6. Evaluation, Limitations, and Future Directions

Empirical Results

  • Entity-preserving reverse LLMs (1.4B parameter scale) attain 100% on symbolic multi-word entity reversal and 99% on biography QA (full-name recall), compared to 0% for standard LMs (Golovneva et al., 2024).
  • DiffER improves both forward and reverse accuracy on canonical relation databases (PORE parent–child, company–CEO) (He et al., 12 Jan 2026).
  • In graph dynamics, entity-preserving and name-algebraic models enable reversible, local, size-varying transformations (node split/merge), broadening the scope of reversible computation.

Limitations

  • Current entity detection relies on NER, which may omit non-named-entity multi-token concepts (dates, technical terms) (Golovneva et al., 2024).
  • The approach is sensitive if the target to predict is itself not fully preserved under the entity partition.
  • Scaling to open-domain or higher-arity relations, and automating D_sym and D_rel construction at web-scale, remain open challenges (He et al., 12 Jan 2026).

Extensions

  • Segmentation into concept chunks beyond canonical entities using unsupervised or cross-domain approaches.
  • Mixing random-segment reversal to reduce reliance on external NER tools.
  • Adapting the paradigm to multilingual corpora and structurally rich objects (code, tables).
  • Extending entity-preserving principles to full joint pre-training and larger model scales (Golovneva et al., 2024, He et al., 12 Jan 2026).

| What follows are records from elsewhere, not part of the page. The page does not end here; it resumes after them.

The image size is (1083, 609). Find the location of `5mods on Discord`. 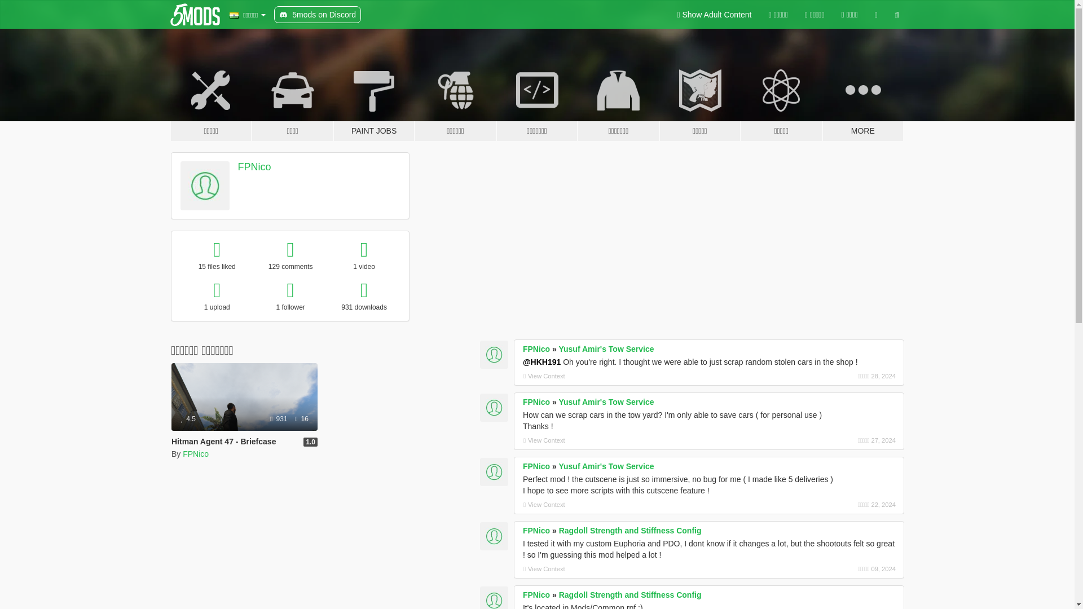

5mods on Discord is located at coordinates (317, 15).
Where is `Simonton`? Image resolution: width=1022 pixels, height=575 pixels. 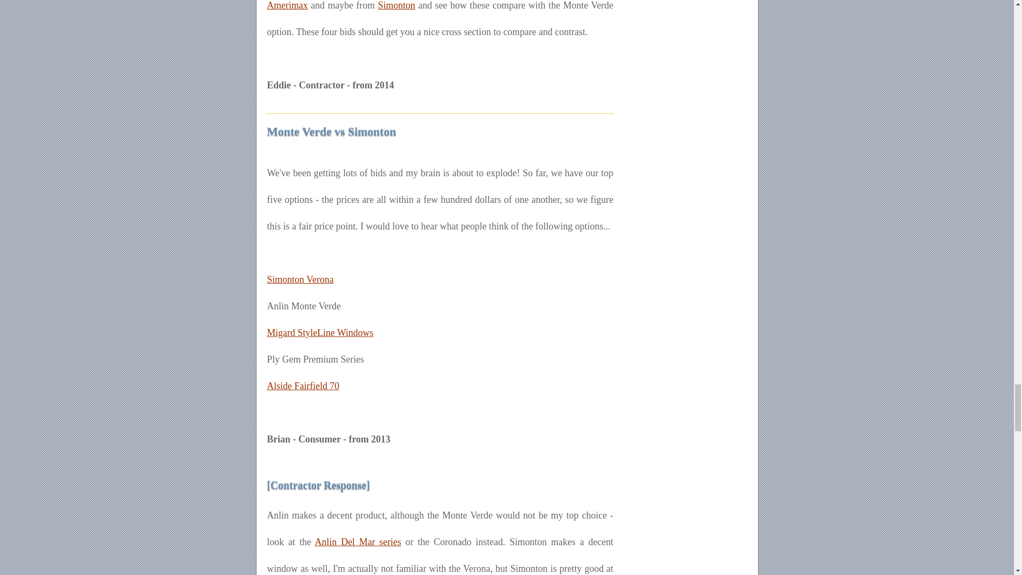
Simonton is located at coordinates (396, 5).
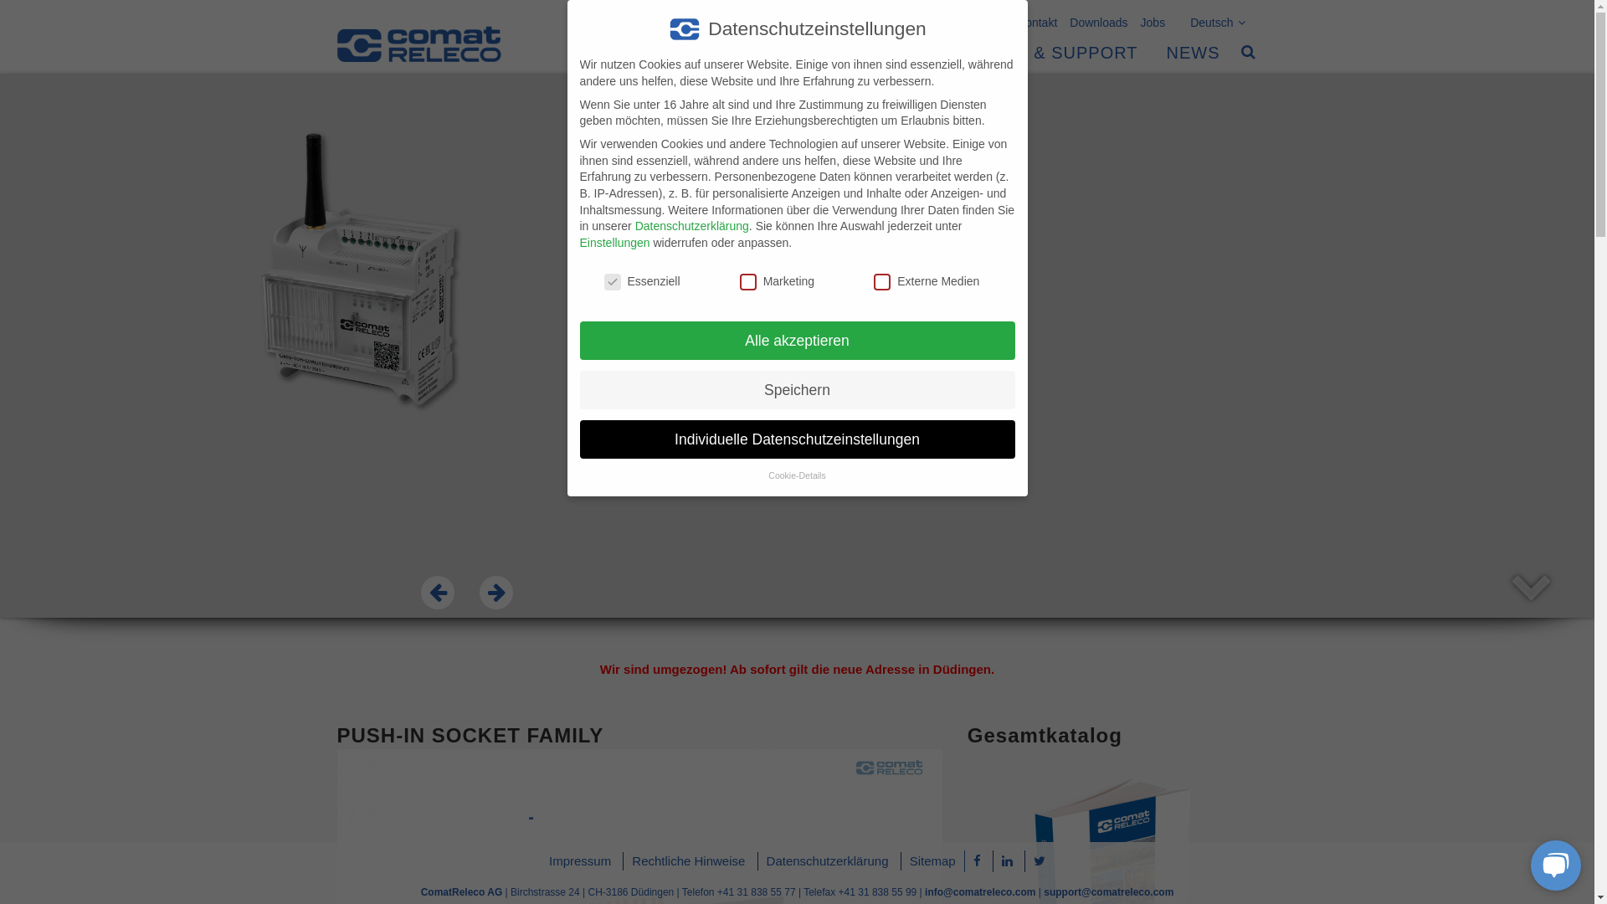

7. Relevance and Applications

Entity-preserving reversal methods reorient data augmentation and reversible transformation to maintain the integrity of core semantic, syntactic, or combinatorial structures. In language, this directly impacts knowledge probing, bidirectional reasoning, and the reversibility of factual associations. In computation and physics, these methods underpin formal models for reversible computing, extend cellular automata to dynamic topologies, and provide a basis for discrete quantum gravity approaches through causal graph dynamics (Arrighi et al., 2018). A plausible implication is that future foundation models and dynamic systems will increasingly rely on entity-preserving reversibility to guarantee logical soundness, compositionality, and efficient reuse of information across tasks and transformations.